LETTERS TO THE EDITOR
UNEQUAL SACRIFICE
su,,—" Miles Ignotus," in your issue of May znd, expressed himself on a point of real difficulty with admirable fairness and restraint. There must be many of us in the ranks of the services who share his views, and, let it be said, the reasonable temper of his attitude. The pay we receive only just amounts to a living wage, allowing for the extra spending inevitably involved in living away from home, and married men without other income are faced with a real problem.
I suppose that service rates of pay were settled in peace-time, when It was presumed that a young man chose one of the services as a career, and must naturally expect to begin at the bottom. In busi- ness he would be an office-boy, in industry an apprentice, in the Army a private, in the R.A.F. an AC. II. He would pursue his career, obtain" rises" (i.e., promotions), and in due time be able to afford to marry and set up a home. The war has changed the situa- tion, and now men are coming into the services who are already established in life, with families and financial commitments of various kinds. But "there is a war on," and national economy forbids the raising of pay at a time when the forces are being numerically increased. The problem was met to some extent at the outbreak of war by the provisions making it possible to postpone payment of life- assurance premiums and building-society subscriptions, and by the Courts (Emergency Powers) Act and the other emergency legislation.
Those of us who came from professional and other good positions in civil life knew that financial sacrifice was the least of the sacrifices which would be demanded of us. We knew just how much money we should have, and we wondered how we were going to manage. Now we know, and it is an interesting experience. Let me hasten to add (before I am interrupted) that it does us no harm. In fact, the experience is good for us: our regret is that others are pot anxious to share its benefits.
Outstanding among these are the munition workers. It was a com- plaint in the last war, I believe (I was too young to know), that while soldiers faced mutilation and death at the front for a shilling a day and no overtime, munition workers were getting more than they knew how to spend. At the beginning of this war there was much talk of equality of sacrifice, and many hoped that such things would not happen again. But have these hopes been realised? True, one element of the contrast has disappeared, and the war-workers carry on in conditions of equal and often greater personal danger than many men in the services. All honour to them. But when they "go to it" need they be paid double-time on Sundays? Does it cost more to live and work on Sunday than on other days? Surely that should be the test. At Easter in the engineering industry work went on on Good Friday, and pay, in accordance with existing agree- ments, was at double-time rates ; Easter Monday was the chosen holiday, when pay would have been time-and-a-half.
No doubt munition workers put in long hours—I am on duty ninetys six hours this week, including sixteen on Sunday, so I can sympathise. No doubt also they have heavy expenses ; the cost of living is high, especially when war-work takes a man or woman away from home, and the income-tax is becoming a great leveller, but the success of the war-savings campaign, with the amazing figures per head of the population achieved in most of the local War-Weapons Weeks, shows that there is plenty of spare money about. This inequality of sacrifice between services (and I would include full-time members of the civil-defence services) and war-workers will be particularly apparent after the war when we all try to resume normal business life.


# [Your task]
Leaving out all pictures, transcribe exactly the lines between the line with "Tell me where *flowerpot* is." and the last line of the records below, both included.

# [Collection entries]

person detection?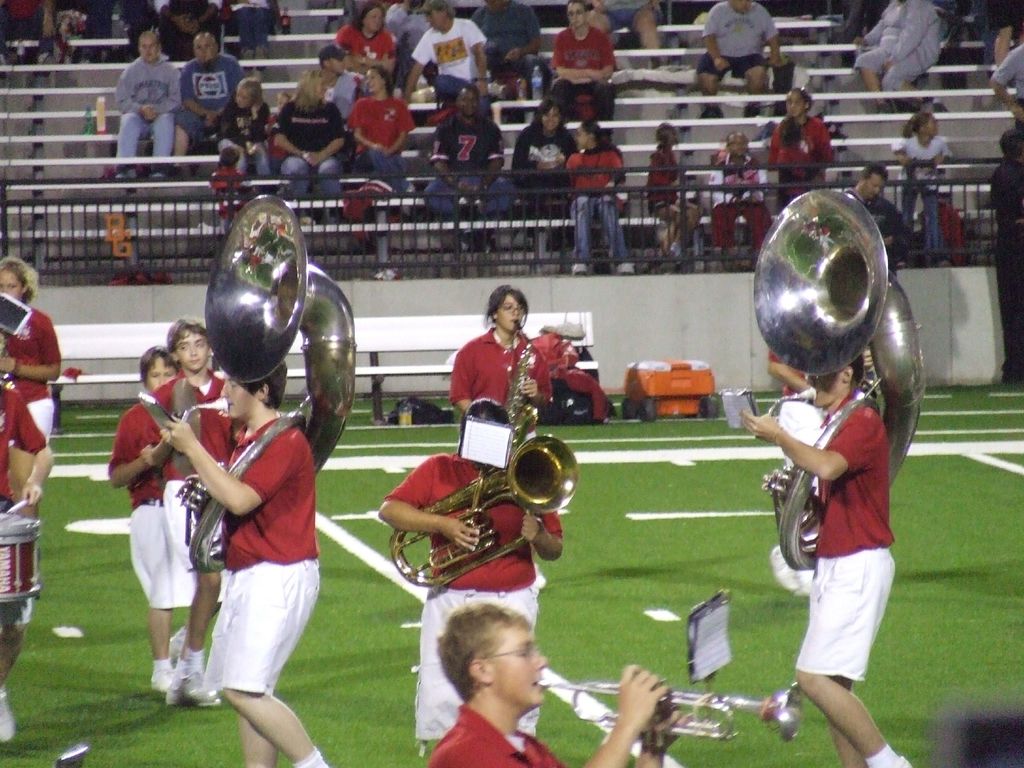
223,76,271,196
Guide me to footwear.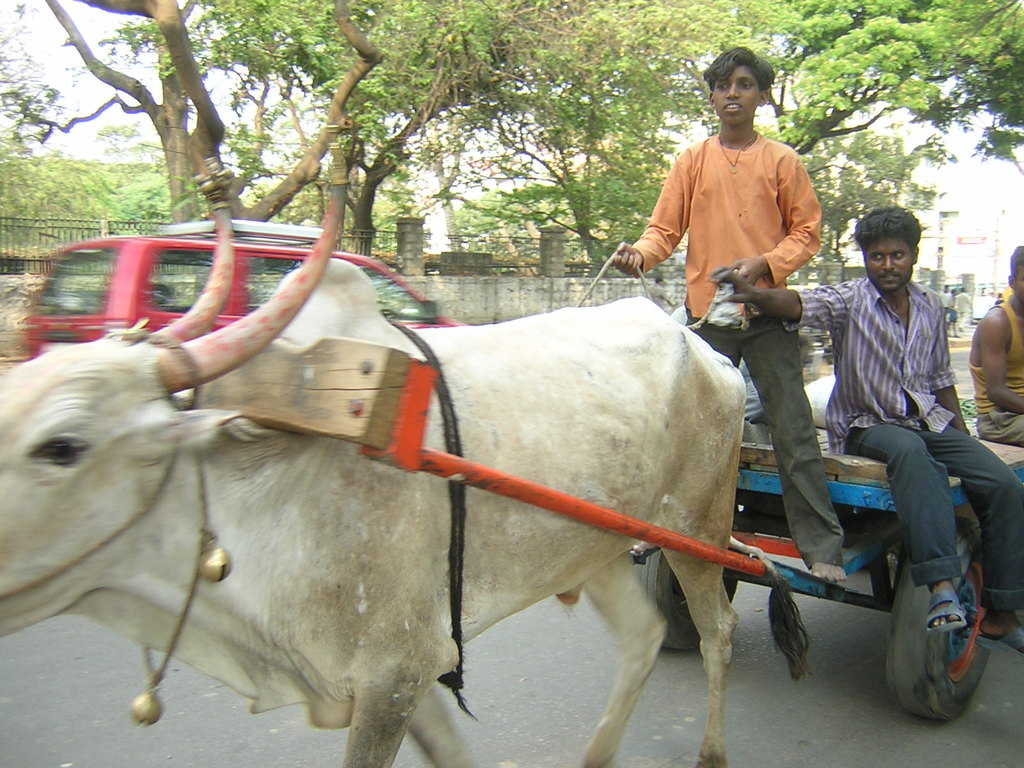
Guidance: <region>977, 620, 1023, 660</region>.
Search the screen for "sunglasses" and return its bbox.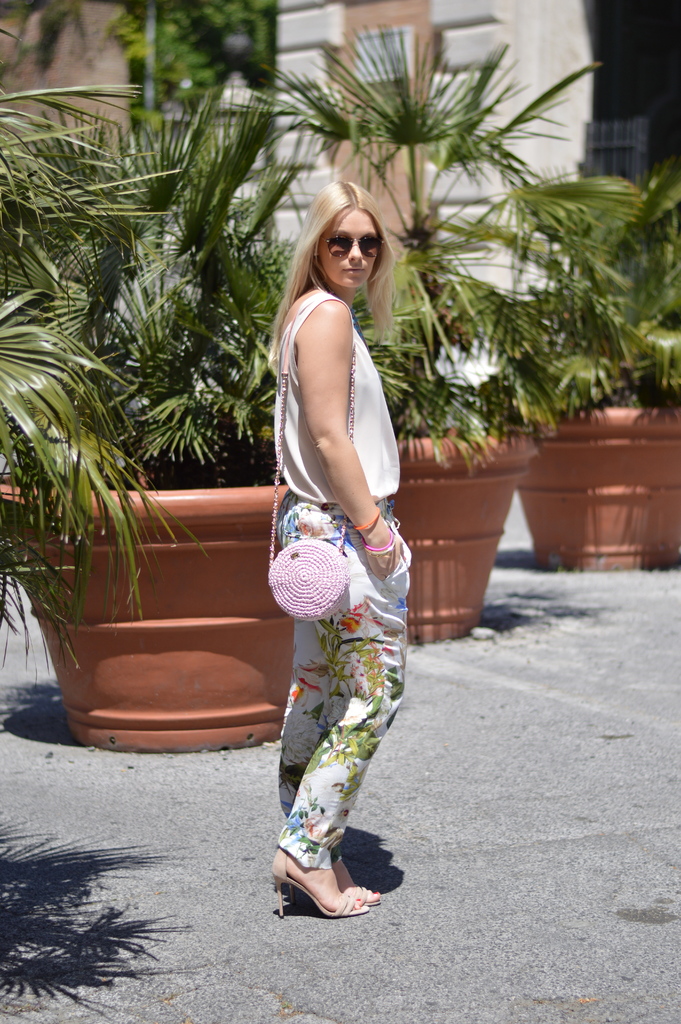
Found: rect(322, 230, 385, 263).
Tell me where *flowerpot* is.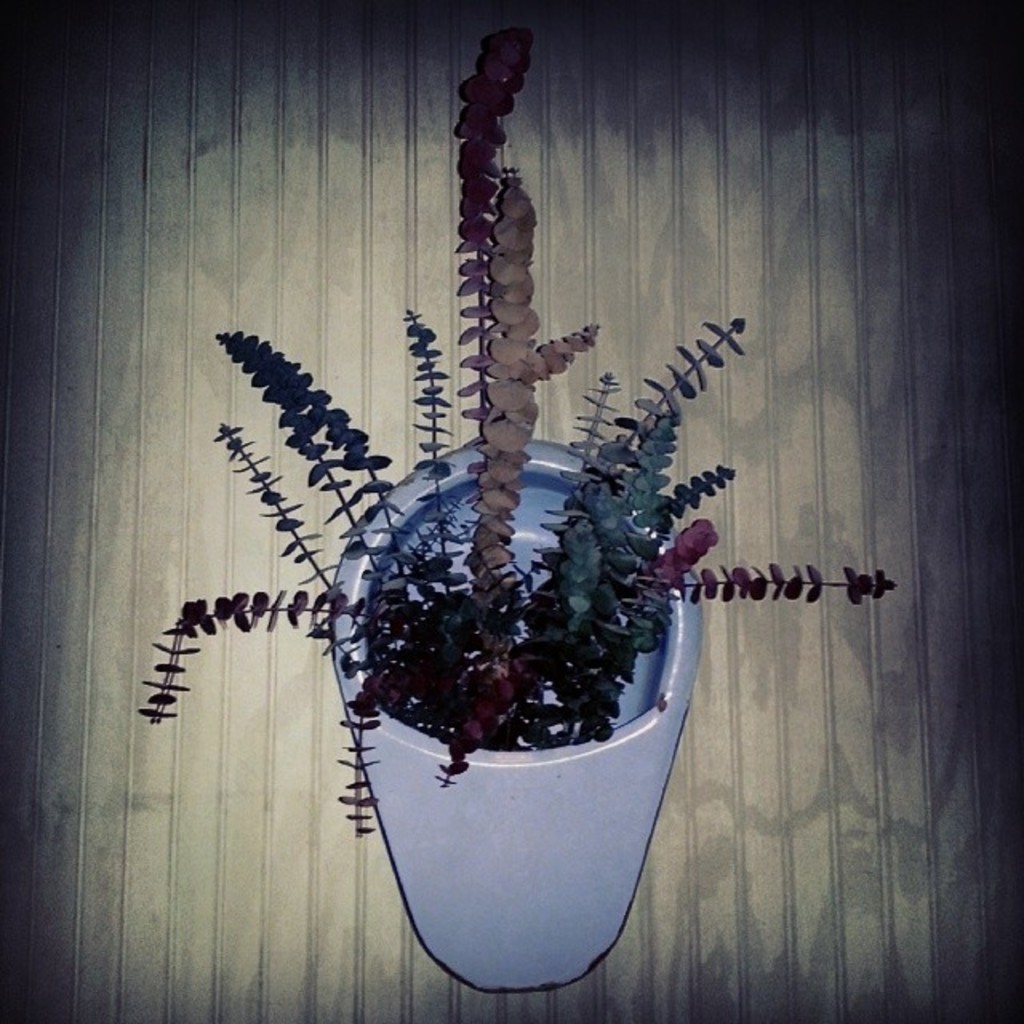
*flowerpot* is at (left=333, top=438, right=707, bottom=995).
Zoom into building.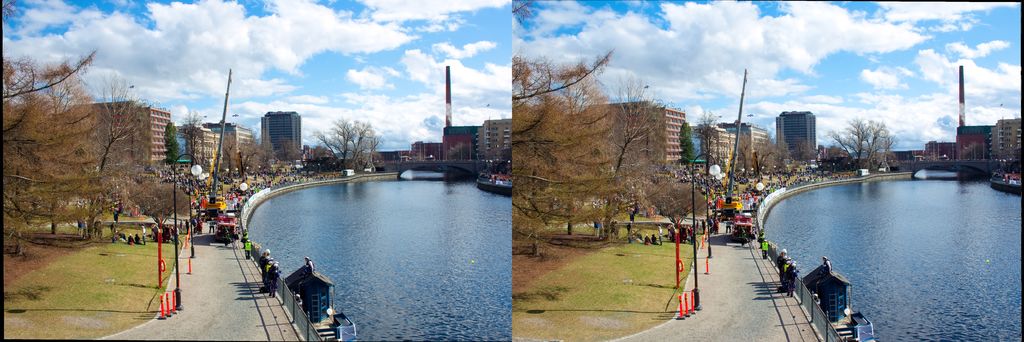
Zoom target: bbox(476, 119, 514, 170).
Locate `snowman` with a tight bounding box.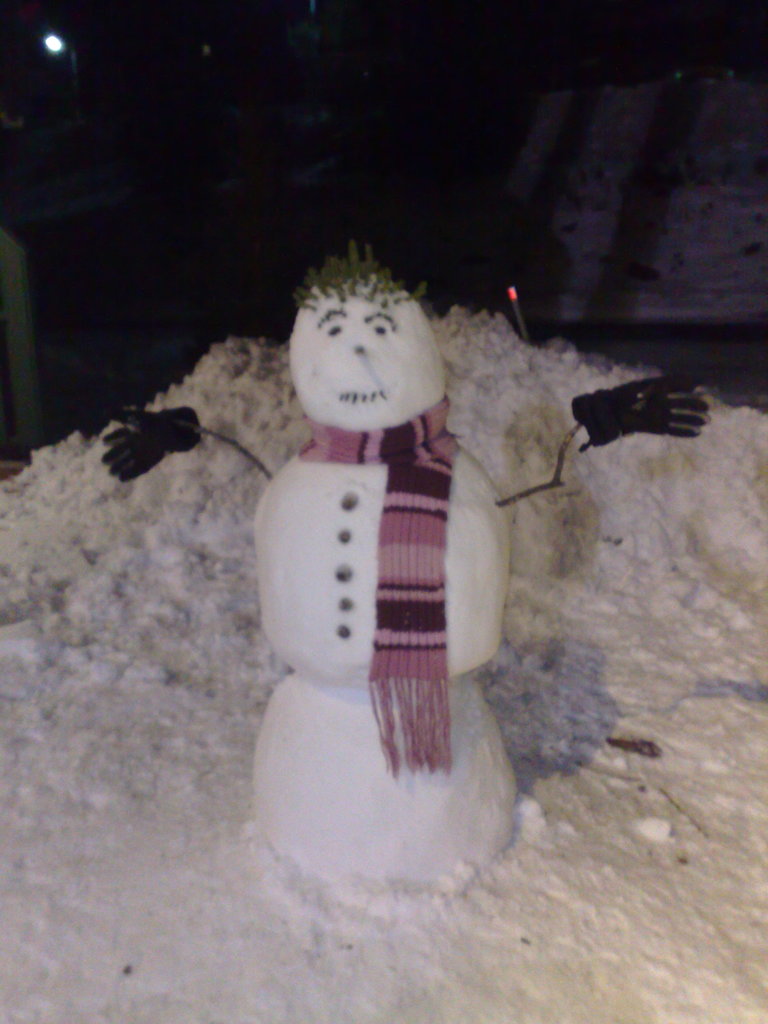
BBox(100, 241, 710, 895).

# [Output of the task]
Tell me where *flowerpot* is.
*flowerpot* is at (left=333, top=438, right=707, bottom=995).
Zoom into building.
Zoom target: bbox(476, 119, 514, 170).
Locate `snowman` with a tight bounding box.
BBox(100, 241, 710, 895).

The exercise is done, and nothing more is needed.